We had ridden slowly for Nettle’s comfort. Riddle rode at her side, and any anger she had felt toward him had vanished, swept away by the even more terrible loss we shared. By way of the Skill, she had kept Dutiful and the others abreast of our tragedy. I was deaf to the Skill and numb to every sense except my loss.
We had camped for five days at the site. Nettle had summoned a fresh coterie from Buckkeep. They had joined us there and attempted to find Bee in the pillar from our location. Their efforts had exhausted them with no results. They had returned to us, frostbitten and hollow-eyed. Nettle had thanked them and the Killdeer Coterie for their heroic efforts. We’d struck camp and left the standing stone in the deeply shaded winter forest. I carried that cold within me as we left.
I had Perseverance’s horse as a mount, a beast so well trained he took absolutely no management. Bleak and silent, I dropped back to ride with my Rousters. Not thinking took my entire focus. Every time a blade of hope sprouted, I rooted it out. I refused to think of what I’d done wrong, of what else I might have done. I refused to think at all.
We rode by daylight, but all seemed dimness to me. Sometimes I felt thankful that Molly was dead and not here to witness how badly I had failed. Sometimes I wondered if I was being punished because I had not loved Bee enough when she was small and dumb and helpless. Then I would push my mind back into not thinking.
The Buckkeep Guard admitted us without pause and we rode to the courtyard. There was a flurry around Nettle’s horse as servants emerged to welcome her home and all but carry her inside. I was dully surprised to find my Rousters standing in a row, holding their horses and waiting to be dismissed. I sent them off to their barracks and told them to report to Foxglove on the morrow. Time for Foxglove to integrate them, to change their livery and teach them discipline. I could not care about any of it.
I wondered why I had come back here. I wondered what would happen if I got back on the horse and rode away. How long would it take me to get to Clerres? I would travel fastest alone. The horse was tired. No supplies. That was not the way to do this. But how I longed to be that reckless boy again. I stood silent for a long time, aware that Riddle had come to stand beside me, but I didn’t turn to look at him.
He spoke quietly. “King Dutiful has summoned all of us to his private audience chamber.”
There would be a royal rebuke for my disobedience. A report demanded. I did not care about any of it, but Riddle just stood there, a presence against my Wit-sense. I didn’t turn to him when I spoke. “I need to take care of the horse,” I said.
He was silent for a time and then said, “I’ll tell Nettle that you’ll be with us shortly.”
I led the horse into the old stables. I didn’t even know his name. I found the empty stall between Fleeter and Priss, removed harness, hauled water, and found grain where it had always been kept. The stable girl named Patience came, looked at me, and then went away silently. No one else approached me until Perseverance appeared. He looked over the stall wall at me. “I should be doing that.”
“Not this time.” He was quiet, watching me do meticulously every small task one does when a hard-used horse is returned to a stable. I knew how his hands must itch to watch someone else take care of his animal. But I needed to do this. I needed to do at least this small task correctly.
“She goes like the wind. That Fleeter. The horse you loaned me.”
“She does. She’s a good one.” She was watching me over her stall door. I was finished. There was nothing more to do here. No more excuses for delay. I closed the stall door behind myself and wondered where I would go.
“Prince FitzChivalry? Sir?” He spoke in a whisper. “What happened? Where is Bee?”
“Lost. Lost forever.” I said aloud the words that had been echoing endlessly in my mind. “They took her into a Skill-pillar, boy. And they got lost in the magic. They never came out on the other side.”
He stared at me. Then he lifted his hands to his head and seized two great handfuls of his own hair as if he would rip it out. He bowed his head to his chest. “Bee,” he said in a voice so tight it squeaked. “My little Bee. I was teaching her to ride.”
I set a hand to his shoulder and he suddenly butted into me, hiding his face against me. “I tried to save her, sir!” It was a strangled cry, choked against my shirt. “I did, sir. I tried.”
“I know, boy. I know you did.” My back was to the stall wall. When my knees gave out, I slid down, to sit in the straw. Perseverance collapsed beside me. He curled up and wept ferociously. I sat wearily and patted him and wished that I could let my sorrow out as tears or sobs or screams. But it was a black poison that filled me up.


Among the lines of the entries below, count those containing the word "Liver" and answer with the number only.

> **Records drawn from a dataset**:
++++++++
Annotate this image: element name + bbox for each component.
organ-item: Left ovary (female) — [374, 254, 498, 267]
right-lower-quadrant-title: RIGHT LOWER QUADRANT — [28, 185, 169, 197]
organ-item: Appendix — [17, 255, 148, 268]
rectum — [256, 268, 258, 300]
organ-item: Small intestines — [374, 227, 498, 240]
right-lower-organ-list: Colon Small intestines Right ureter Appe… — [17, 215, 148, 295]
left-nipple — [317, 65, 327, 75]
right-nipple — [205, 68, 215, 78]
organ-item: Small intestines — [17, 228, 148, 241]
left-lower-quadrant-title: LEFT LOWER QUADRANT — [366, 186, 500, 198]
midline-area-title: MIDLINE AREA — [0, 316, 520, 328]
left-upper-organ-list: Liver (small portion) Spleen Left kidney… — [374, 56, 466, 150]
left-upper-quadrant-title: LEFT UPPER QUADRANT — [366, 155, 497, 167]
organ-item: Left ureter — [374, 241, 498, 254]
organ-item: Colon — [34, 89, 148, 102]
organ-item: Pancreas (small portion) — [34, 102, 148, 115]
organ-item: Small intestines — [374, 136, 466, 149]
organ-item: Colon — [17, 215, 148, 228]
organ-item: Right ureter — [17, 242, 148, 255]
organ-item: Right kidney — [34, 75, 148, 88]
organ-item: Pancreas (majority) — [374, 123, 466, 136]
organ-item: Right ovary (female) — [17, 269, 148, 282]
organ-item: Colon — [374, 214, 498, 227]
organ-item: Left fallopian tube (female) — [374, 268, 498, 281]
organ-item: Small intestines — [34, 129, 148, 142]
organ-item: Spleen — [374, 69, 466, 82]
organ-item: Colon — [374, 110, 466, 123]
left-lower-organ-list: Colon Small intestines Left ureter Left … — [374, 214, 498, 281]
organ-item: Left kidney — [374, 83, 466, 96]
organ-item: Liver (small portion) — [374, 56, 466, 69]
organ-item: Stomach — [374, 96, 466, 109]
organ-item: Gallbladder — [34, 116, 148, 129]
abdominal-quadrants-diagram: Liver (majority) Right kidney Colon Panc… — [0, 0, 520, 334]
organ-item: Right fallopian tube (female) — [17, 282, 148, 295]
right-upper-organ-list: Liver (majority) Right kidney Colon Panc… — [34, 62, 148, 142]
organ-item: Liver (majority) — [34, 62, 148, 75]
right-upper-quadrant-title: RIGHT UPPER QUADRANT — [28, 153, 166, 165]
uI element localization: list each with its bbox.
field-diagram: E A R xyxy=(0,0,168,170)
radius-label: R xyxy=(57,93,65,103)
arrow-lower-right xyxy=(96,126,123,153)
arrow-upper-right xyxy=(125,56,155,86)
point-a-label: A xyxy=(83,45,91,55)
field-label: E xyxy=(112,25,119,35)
++++++++
> **Result for this task**: 5